The first time when Cucuteni was mentioned in historical sources was in 1662 and it became part of the universal cultural circuit at the end on the 19th century when on Cetatuia hill there were discovered the first vestiges of the most exquisite neolithical culture in Europe, the Cucuteni culture. To all these discoveries at the middle of the last century there were added a golden treasure and a princely TUMULAR tomb belonging to the GETA-Dacian civilization which, together with the neolithical ones, illustrate two of the greatest prehistorical and PROTO historical civilizations of the Romanian space.

To exhibit in a modern way the discoveries from Cucuteni, The Moldavian History Museum in Iasi, The Faculty of History of The University of Iasi and The Mayorality of Cucuteni have started in 2001, under the management of university assistant and phd dr Vasile Cotiuga, a project of an archaeological park with two objectives: restructuring the actual museum which houses the princely tomb, and the recreation of a neolithical Cucuteni village.

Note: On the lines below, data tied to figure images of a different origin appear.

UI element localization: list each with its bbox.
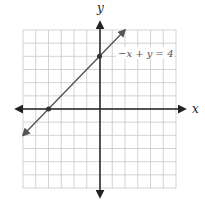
y-axis-label: y — [96, 1, 104, 15]
coordinate-plane: x y −x + y = 4 — [0, 0, 205, 209]
marked-point — [97, 54, 102, 59]
marked-point — [46, 107, 51, 112]
x-axis-label: x — [192, 102, 199, 116]
equation-label: −x + y = 4 — [118, 48, 174, 59]
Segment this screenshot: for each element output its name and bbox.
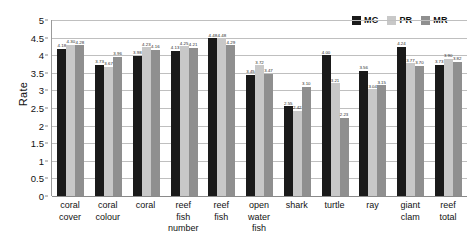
y-tick-label: 1.5	[31, 138, 44, 149]
bar-value-label: 3.47	[264, 68, 273, 73]
x-axis-label-line: total	[430, 212, 466, 224]
bar-value-label: 3.73	[95, 59, 104, 64]
bar-mr: 4.29	[226, 45, 235, 196]
y-tick-mark	[45, 160, 48, 161]
bar-value-label: 3.21	[331, 78, 340, 83]
bar-group: 2.552.423.10	[278, 20, 316, 196]
bar-mc: 4.18	[57, 49, 66, 196]
bar-value-label: 3.73	[435, 59, 444, 64]
bar-mc: 4.48	[208, 38, 217, 196]
bar-value-label: 4.48	[218, 33, 227, 38]
bar-mr: 4.28	[75, 45, 84, 196]
bar-group: 4.184.304.28	[52, 20, 90, 196]
bar-value-label: 3.70	[415, 60, 424, 65]
y-tick-label: 1	[39, 155, 44, 166]
bar-value-label: 3.15	[377, 80, 386, 85]
bar-mr: 3.47	[264, 74, 273, 196]
y-tick-label: 2.5	[31, 103, 44, 114]
bar-value-label: 4.21	[189, 42, 198, 47]
bar-mc: 3.98	[133, 56, 142, 196]
x-axis-label: openwaterfish	[240, 200, 278, 235]
x-axis-label-line: fish	[203, 212, 239, 224]
bar-pr: 3.04	[368, 89, 377, 196]
bar-value-label: 3.67	[104, 61, 113, 66]
bar-mr: 2.23	[340, 118, 349, 196]
bar-pr: 3.90	[444, 59, 453, 196]
bar-value-label: 3.82	[453, 56, 462, 61]
x-axis-label-line: reef	[430, 200, 466, 212]
x-axis-label: reeffishnumber	[164, 200, 202, 235]
bar-group: 3.733.903.82	[429, 20, 467, 196]
bar-mr: 3.82	[453, 62, 462, 196]
y-tick-label: 3	[39, 85, 44, 96]
x-axis-label-line: open	[241, 200, 277, 212]
bar-pr: 4.30	[66, 45, 75, 196]
bar-group: 3.733.673.96	[90, 20, 128, 196]
x-axis-label: shark	[278, 200, 316, 235]
bar-value-label: 3.77	[406, 58, 415, 63]
bar-chart: MCPRMR Rate 54.543.532.521.510.50 4.184.…	[0, 0, 474, 249]
x-axis-label: giantclam	[391, 200, 429, 235]
bar-group: 4.243.773.70	[392, 20, 430, 196]
y-tick-label: 4	[39, 50, 44, 61]
bar-groups: 4.184.304.283.733.673.963.984.234.164.13…	[52, 20, 467, 196]
y-tick-mark	[45, 55, 48, 56]
bar-mc: 4.00	[322, 55, 331, 196]
bar-mc: 3.56	[359, 71, 368, 196]
bar-value-label: 4.48	[209, 33, 218, 38]
bar-value-label: 4.29	[227, 40, 236, 45]
bar-value-label: 4.25	[180, 41, 189, 46]
y-tick-label: 3.5	[31, 67, 44, 78]
y-tick-label: 2	[39, 120, 44, 131]
bar-group: 3.984.234.16	[127, 20, 165, 196]
bar-pr: 3.77	[406, 63, 415, 196]
bar-value-label: 2.42	[293, 105, 302, 110]
bar-mc: 3.73	[95, 65, 104, 196]
x-axis-label-line: coral	[128, 200, 164, 212]
bar-mr: 3.96	[113, 57, 122, 196]
bar-mr: 3.70	[415, 66, 424, 196]
x-axis-label-line: number	[165, 223, 201, 235]
bar-value-label: 4.28	[76, 40, 85, 45]
bar-mc: 3.73	[435, 65, 444, 196]
y-axis-ticks: 54.543.532.521.510.50	[22, 20, 48, 196]
bar-value-label: 4.00	[322, 50, 331, 55]
y-tick-mark	[45, 108, 48, 109]
x-axis-label-line: clam	[392, 212, 428, 224]
bar-pr: 3.72	[255, 65, 264, 196]
bar-value-label: 4.30	[67, 39, 76, 44]
gridline	[52, 196, 467, 197]
x-axis-label: ray	[354, 200, 392, 235]
bar-pr: 3.21	[331, 83, 340, 196]
y-tick-mark	[45, 125, 48, 126]
x-axis-label-line: ray	[355, 200, 391, 212]
bar-group: 3.453.723.47	[241, 20, 279, 196]
bar-value-label: 4.18	[58, 43, 67, 48]
x-axis-label: coralcover	[51, 200, 89, 235]
x-axis-label-line: reef	[203, 200, 239, 212]
y-tick-mark	[45, 37, 48, 38]
y-tick-mark	[45, 72, 48, 73]
x-axis-label-line: colour	[90, 212, 126, 224]
bar-value-label: 4.16	[151, 44, 160, 49]
bar-mc: 4.24	[397, 47, 406, 196]
x-axis-label-line: coral	[52, 200, 88, 212]
x-axis-label-line: cover	[52, 212, 88, 224]
bar-pr: 3.67	[104, 67, 113, 196]
bar-group: 4.134.254.21	[165, 20, 203, 196]
bar-value-label: 4.23	[142, 42, 151, 47]
bar-value-label: 3.96	[113, 51, 122, 56]
bar-value-label: 3.56	[359, 65, 368, 70]
y-tick-mark	[45, 90, 48, 91]
y-tick-label: 0	[39, 191, 44, 202]
bar-mr: 4.21	[189, 48, 198, 196]
x-axis-label-line: turtle	[317, 200, 353, 212]
x-axis-label-line: giant	[392, 200, 428, 212]
plot-area: 4.184.304.283.733.673.963.984.234.164.13…	[51, 20, 467, 196]
x-axis-label: reeffish	[202, 200, 240, 235]
y-tick-mark	[45, 196, 48, 197]
x-axis-label-line: reef	[165, 200, 201, 212]
bar-mc: 2.55	[284, 106, 293, 196]
bar-value-label: 3.04	[368, 84, 377, 89]
bar-group: 3.563.043.15	[354, 20, 392, 196]
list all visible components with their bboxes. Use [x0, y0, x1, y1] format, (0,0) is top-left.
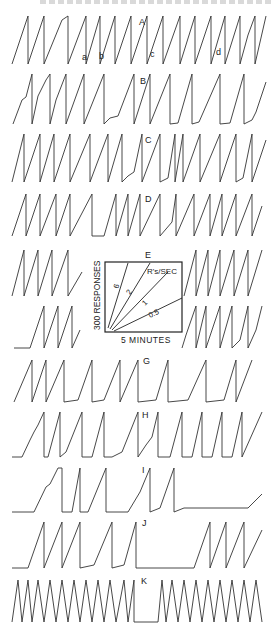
record-F — [14, 306, 80, 348]
row-label-B: B — [140, 76, 146, 86]
record-I — [12, 468, 262, 512]
row-label-A: A — [139, 17, 145, 27]
record-K — [12, 580, 262, 622]
inset-xlabel: 5 MINUTES — [121, 335, 171, 345]
row-label-I: I — [142, 465, 145, 475]
rate-scale-inset: 300 RESPONSES 5 MINUTES R's/SEC 6 2 1 0.… — [92, 260, 182, 345]
annotation-c: c — [150, 49, 155, 59]
record-D — [12, 194, 262, 236]
record-E — [12, 250, 82, 296]
row-label-C: C — [145, 135, 152, 145]
inset-ylabel: 300 RESPONSES — [92, 260, 102, 330]
row-label-E: E — [145, 250, 151, 260]
record-E-right — [184, 250, 262, 296]
row-label-G: G — [143, 356, 150, 366]
row-label-J: J — [142, 518, 147, 528]
record-G — [14, 360, 252, 402]
cumulative-records-figure: 300 RESPONSES 5 MINUTES R's/SEC 6 2 1 0.… — [0, 0, 276, 632]
inset-legend-title: R's/SEC — [147, 267, 177, 276]
annotation-d: d — [216, 47, 221, 57]
annotation-b: b — [99, 51, 104, 61]
row-label-D: D — [145, 194, 152, 204]
row-label-H: H — [142, 410, 149, 420]
record-H — [12, 412, 262, 457]
annotation-a: a — [82, 52, 87, 62]
row-label-K: K — [141, 576, 147, 586]
record-J — [12, 522, 262, 568]
record-F-right — [182, 306, 262, 348]
record-C — [12, 134, 266, 182]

Thus, the Romanian museography joins the Europeean trend of presenting old civilization by reconstructing complete settlements as those in Ramioul (Belgium), Chalain (France), Unteruhldingen (Germany), Lejre si Ribe (Denmark), Sz?zhalombatta (Hungary) etc. In these archaeological parks, besides the fact that the vistors can directly see how a prehistorical village was organized, they can also take part, as in Lejre, to the rebuilding of a whole village from the iron age, or as in Ribe where a Viking village was recreated, and a day of these times was relived and even they could participate in daily activities , such as melting the metal, making of some tools and arms, spinning and weaving, processing animal skins, preparing the food etc.

In August 2002 and 2003, the first step to create an archaeological park was made with the financial help given by two famous personalities of the Romanian DIASPORA from USA, prof dr Claudiu Matasa and dr Napoleon Savescu, president of the International Dacia Revival Foundation, together with dr Romeo Dumitrescu, president of 3rd Millenium-Cucuteni, a great lover of this culture, and with the voluntarily participation of teams of 25 students from four universities. They rebuild a Cucuteni house, made tools of polished stone, recreated the techniques of pottery and cooking. The result obtained, that we?ll present briefly in our next pages, are promising and that was the foundation of The Archaeological Park from Cucuteni.